Emirates Team NZ is using Huawei 5G gear to keep tabs on its high-performance sailing craft. Photo / Supplied
COMMENT:
Is Spark thumbing its nose at NZ's top security agency, the GCSB, by using Huawei 5G technology in the trial of a private network to feed back data on how Emirates Team NZ's new boat is performing out on the Waitematā Harbour?
No, the company says emphatically.
It saysthe private network — which uses two cell towers at Milford and Takapuna to feed back real-time data to Emirates Team NZ — is separate from its public network with its millions of customers.
But the mere fact that Spark did not have to apply to the Government Communications Security Bureau (GCSB) to use Huawei 5G for this private trial — simply informing the security agency that it was going to do so — suggests some of the more pointed hysteria over the Chinese company has diminished.
It also suggests there may be some sort of future for Huawei in New Zealand, contributing in part to the development not just of 5G, but also other iterations (6G, 7G, 8G) which are already being projected in more advanced-technology economies.
Here's another hint: the Ministry of Business, Innovation and Employment (MBIE) has handily "lent" Spark some spectrum for the trial.
It would take someone slightly more cynical than me to suggest that there is a "national interest" aspect to this. But I will make the point anyway.
The Government has, after all, invested $136.5 million so the America's Cup regatta can be held in Auckland. Nailing a win in 2021 will ensure repeat business and a better return on the public's investment.
Spark had already been developing this technology in conjunction with Huawei to use for the America's Cup before the GCSB dampened its ardour. The technology is being trialled but it is yet to be confirmed what role Huawei will have when the racing proper gets under way.
From the China side — via financial magazines such as Caixin — the trial is being read as "calling into question the extent to which the Chinese tech giant is blocked from supplying the country's next-generation mobile networks".
The truth is not so black and white, of course.
There are three factors colouring the rollout of 5G technology in New Zealand and Spark's ultimate technology partners.
First, the availability of suitable spectrum.
Former Communications Minister Clare Curran had tipped a spectrum auction in 2019. But the New Zealand Māori Council — which is now under energetic leadership — urged a slower response.
The council has argued that iwi missed out on a special allocation in the 4G auction in 2013. This time round it wants more than the $30m development fund it got as a result of 4G to help Māori benefit from new technology.
Politics comes into play. Current Communications Minister Kris Faafoi — whose party, Labour, has seven Māori seats it wants to retain — has slowed the process down. Faafoi has indicated that he wants a framework for iwi radio spectrum allocations that will endure beyond the current discussions over 5G technology.
What was 2019 has now become (maybe) late 2021 for the first auction of 3.5 gigahertz band spectrum, with the national rights taking effect in late 2022 at the earliest.
This is a fundamental absurdity.
While advanced nations like South Korea are actively rolling out 5G technology to enable their companies to maintain international competitiveness, this Government stays hostage to iwi. Instead of simply doing a valuation and writing a cheque — and getting on with business — it is setting itself and the taxpayer up for another asset play.
Second, Spark has also leveraged the slowdown in the spectrum allocation process.
More than a year has passed since the GCSB rejected a Spark proposal to use Huawei technology in its upgrade to a 5G network. The GCSB took the view that adopting the technology could present a security risk.
But Spark has yet to go back to the GCSB with a new 5G network proposal, or take soundings on just what could be done to mitigate the security risk.
Spark has put an RFP (request for proposal) out to telco technology service providers to provide gear for its 5G network. Among those responding to the RFP are understood to be longtime Huawei competitor Ericsson (Swedish), Cisco (US-owned) and Nokia (Finland).
South Korea's giant Samsung has also been suggested.
Spark makes clear that Huawei will not be involved in the "core" of the network and that it is likely now to follow a mode adopted by the UK to have multiple vendors involved in the 5G rollouts.
The third factor is time.
A UK parliamentary committee rejected a proposed ban on British telecom carriers using Huawei gear. "There are no technical grounds for excluding Huawei entirely from the UK's 5G or other telecommunications networks," wrote MP Norman Lamb, chair of the science and technology committee, in a letter explaining the committee's conclusions. The EU has also rejected an outright ban.
There will come a point, however, where New Zealand will also need to make calls on the spectrum and whether it — like the UK — allows a limited role for Huawei.
Delays are useful to a point.
Meantime we lumber on with technology that is fast becoming second world.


▸ **Exercise directions**
Each line that contains "tick" needs to be copied from the listing.

= Beginning of Section =

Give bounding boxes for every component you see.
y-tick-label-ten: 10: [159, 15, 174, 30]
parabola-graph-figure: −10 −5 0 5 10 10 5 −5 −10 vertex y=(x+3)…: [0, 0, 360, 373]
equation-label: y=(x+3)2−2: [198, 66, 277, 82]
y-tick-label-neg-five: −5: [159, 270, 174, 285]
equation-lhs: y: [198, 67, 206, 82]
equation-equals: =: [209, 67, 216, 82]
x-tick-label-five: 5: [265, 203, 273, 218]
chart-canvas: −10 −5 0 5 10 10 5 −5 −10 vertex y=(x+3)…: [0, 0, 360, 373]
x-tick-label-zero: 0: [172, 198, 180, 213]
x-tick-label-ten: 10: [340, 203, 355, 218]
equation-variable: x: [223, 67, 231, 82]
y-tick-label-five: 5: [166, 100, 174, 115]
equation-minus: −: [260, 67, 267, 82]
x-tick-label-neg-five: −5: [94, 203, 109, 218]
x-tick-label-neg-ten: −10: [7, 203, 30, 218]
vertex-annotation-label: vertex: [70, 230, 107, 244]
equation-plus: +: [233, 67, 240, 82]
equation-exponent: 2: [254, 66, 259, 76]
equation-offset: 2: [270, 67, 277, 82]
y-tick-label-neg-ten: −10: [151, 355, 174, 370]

= End of Section =

▸ **Output for this task**
y-tick-label-ten: 10: [159, 15, 174, 30]
y-tick-label-neg-five: −5: [159, 270, 174, 285]
x-tick-label-five: 5: [265, 203, 273, 218]
x-tick-label-zero: 0: [172, 198, 180, 213]
x-tick-label-ten: 10: [340, 203, 355, 218]
y-tick-label-five: 5: [166, 100, 174, 115]
x-tick-label-neg-five: −5: [94, 203, 109, 218]
x-tick-label-neg-ten: −10: [7, 203, 30, 218]
y-tick-label-neg-ten: −10: [151, 355, 174, 370]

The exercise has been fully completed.